Canal Dreams tells the story of Hisako Onoda a Japanese Cello super star prodigy who when invited to play the major capitals of Europe refuses to fly, and instead chooses to take a ship from Japan. She travels as a passenger aboard across the Pacific, through the Panama canal then to the Atlantic and Europe. In the early chapters there is some mention of guerilla in Costa Rica, but this in no way prepares us for what comes next.

As she enters Panama the country is already descending into war, but caught in her world of music and plans for Europe Hisako is barely aware of this, and sleepwalks onwards despite entreaties to leave the ship and take the plane. So Hisako is still on board when the oil tanker Nakado when trapped with two other ships in the Panama Canal, becomes the subject of an attack.

I won't say more about the story, just to say this is the opening, and the tale itself is one of human frailties vis human cruelties. the female character Hisako, as with all of Iain Banks female protagonist is carefully drawn and immediately compelling. the action is as cruel and relentless as any terrorist film.

With flashbacks to Hisoka's youth in Japan and a detailed knowledge of the engineering and layout of a super tanker, this book offers both exotic locals and interesting technological details.

There is an interesting thought running through this book as well. This fictional conflict in Panama is drawn as one of many global mini-flashbacks, and you get the feeling that while the protagonists suffer and die, the rest of the world is watching football or tennis. In essence the ROW lives on in blissful wilful ignorance.

Recommended
 
Again (see my other comment on your The Business review) this does look particularly interesting but as it is one of the few Banks books that I've not picked up yet it will sadly probably be a while before I get around to it. And yet... that plot does sound right up my street so I may just have to pick up a copy and move it farther up the list!
 
So I have now bought and read this one:


“Canal Dreams was my first attempt at a political thriller - an action book. As a political thriller it's not very good and a sign that it's not so good at what it's supposed to be doing is that it would be so easy to take the politics out and make a pro-CIA propaganda movie. If it's that easy to strip out, the political element, I haven't done my job properly.”

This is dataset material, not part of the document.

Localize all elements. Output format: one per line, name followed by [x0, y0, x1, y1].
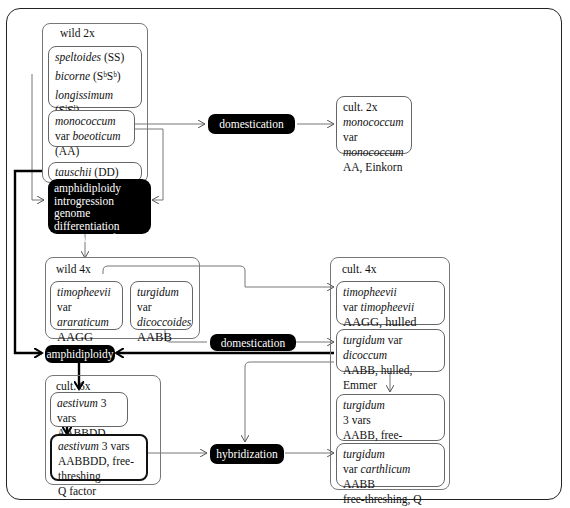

So says Iain Banks and maybe he’s right since it didn’t really come across to me as a political thriller but rather a psychological thriller with a bit of a political twist. Political thriller or not I enjoyed it, if that’s an appropriate adjective for a book that is intensely violent at times.

The main protagonist and the person whose perspective we follow throughout is Hisako Onoda, a well-known Japanese cellist with a chronic fear of flying. So, on finally agreeing to do a concert tour in Europe, she opts to go by ship, passing through the Panama Canal where their ship, along with two others, is trapped after the actions of local rebels close the canal at both ends, matters coming to a head after the ship has been violently boarded by a one group of the rebels.

All the main action takes place whilst waiting for the canal to reopen, intertwined with flashbacks that gradually drip feed the reader with Hisako’s backstory, an approach that works very well. Receiving her whole backstory in one load up front would have created a tedious, slow start to the book but this way we get all the necessary elements of Hisako’s history as we need them, giving us appropriate justification and motivation for her actions along with some necessary abilities. Without this backstory the last half of the book would have been totally unbelievable and it really only just scrapes into believable with it, as Banks leads the reader through Hisako’s transition from reticent, mild mannered Japanese lady to female John McClane (Die Hard). For me this is what the book is really about; not the politics but rather this transformation, which initially takes place almost claustrophobically in small constrained steps until a critical tipping point is reached after which the violence really erupts.

Throughout the book Banks’s prose is beautiful, initially, in the first half of the book, wholly appropriately so, as the gentle bucolic narrative explores the wilderness of the central portion of the Panama Canal alongside Hisako’s early life in Japan. But the extraordinary thing is how, as the narrative moves into the violence, Banks’s maintains that same beautiful, almost loving, tone, making for very disturbing reading.

This is definitely not a book for everyone; there is a lot of violence including a rape; the former very graphic the latter, thankfully, not quite so much so. This should not be too surprising to anyone who has read much of Banks’s work; when he goes down the violent path (think Wasp Factory or Song of Stone) he often juxtaposes it with a beautiful, idyllic setting. Be ready to be shocked but also moved.